The viral mob wife aesthetic, which takes its cues from the ostentatious style of fictional mafia characters in television and film, is fueling a demand for furry textures, and designers and retailers have taken note.
“You couldn’t escape the importance of texture,” this season, said Linda Fargo, director of women’s fashion at Bergdorf Goodman, highlighting the prominence of “shaggy robe coats, just-out-of-the-rain faux furs, shearling and more shearling [and] fuzzy-wuzzy accessories.”
Jil Sander might be known for minimalism, but this season, co-designers Luke and Lucy Meier took a tactile approach with cocooning fringed knits that were an innovative take on faux fur.

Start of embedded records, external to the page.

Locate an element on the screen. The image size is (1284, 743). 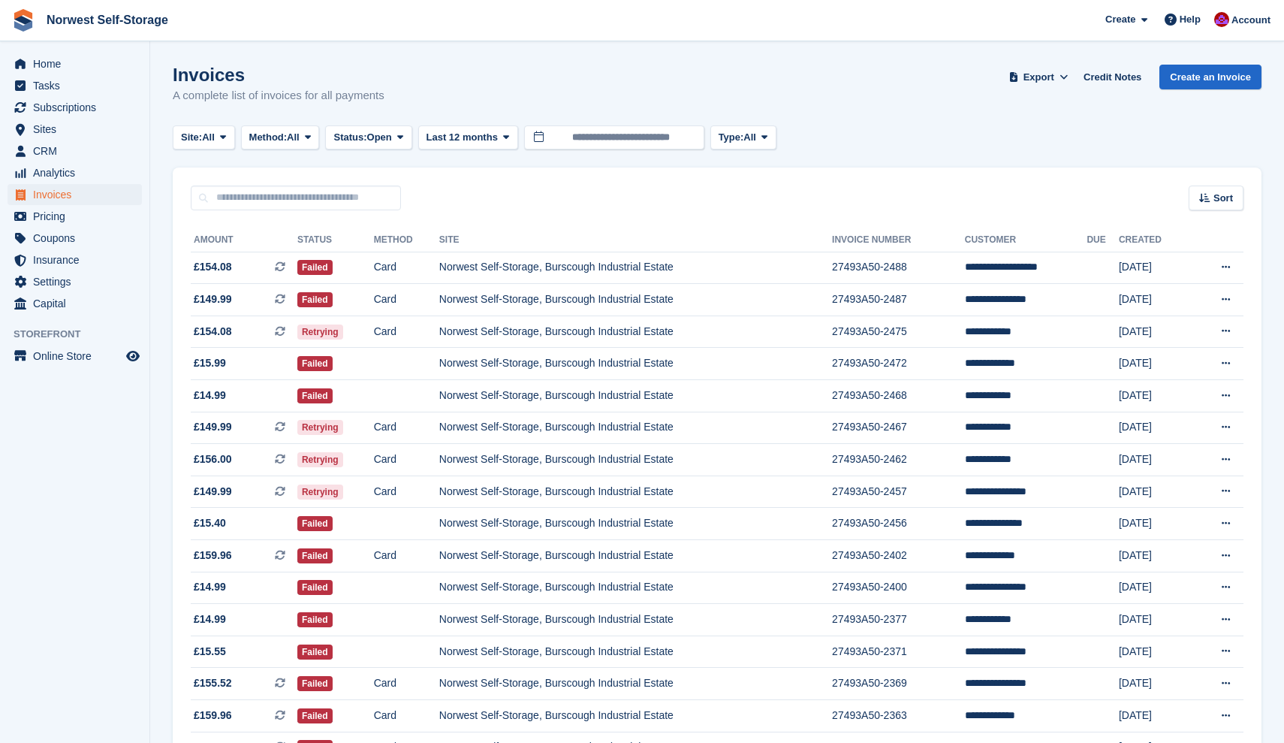
th: Invoice Number is located at coordinates (898, 240). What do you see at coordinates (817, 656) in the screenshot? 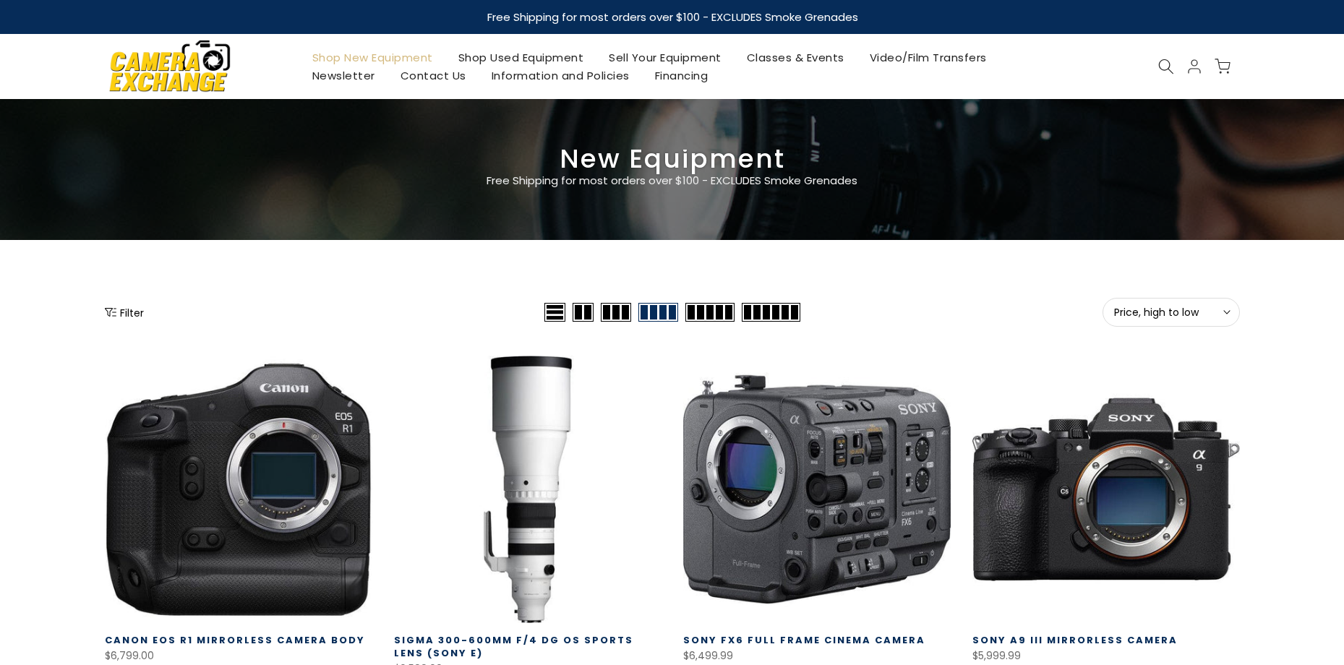
I see `div: $6,499.99` at bounding box center [817, 656].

They “spoke volumes,” wrote WWD’s Sandra Salibian, who felt they “were an invitation to stretch out a hand.”
At Acne Studios, Jonny Johansson contended with the frigid weather in his native Sweden, opening the show with a yeti-style jacket in Icelandic shearling. “But it’s hard to escape the bare-skinned trend sweeping the fall runways, “so he styled it with nothing underneath,” wrote Paris bureau chief Joelle Diderich.
WWD’s Booth Moore observed Michael Kors’ “outerwear was designed to make an entrance,” as well with Mongolian shearling puffball coats in pastel colors worn over languid slips.
The fun fur continued at Rabanne with a younger take on the trend. “Slouchy, comfy, warm and tender,” were all words Julien Dossena used to describe the feeling he was after at Rabanne, trading in some of the house’s cold metal mesh for statement furs.
Courrèges’ Nicolas Di Felice was searching “for connection and touch in a world filled with strife,” wrote Diderich, who called his bra tops and skirts with a single front pocket on the crotch worn underneath giant fur coats a form of “sexual healing.”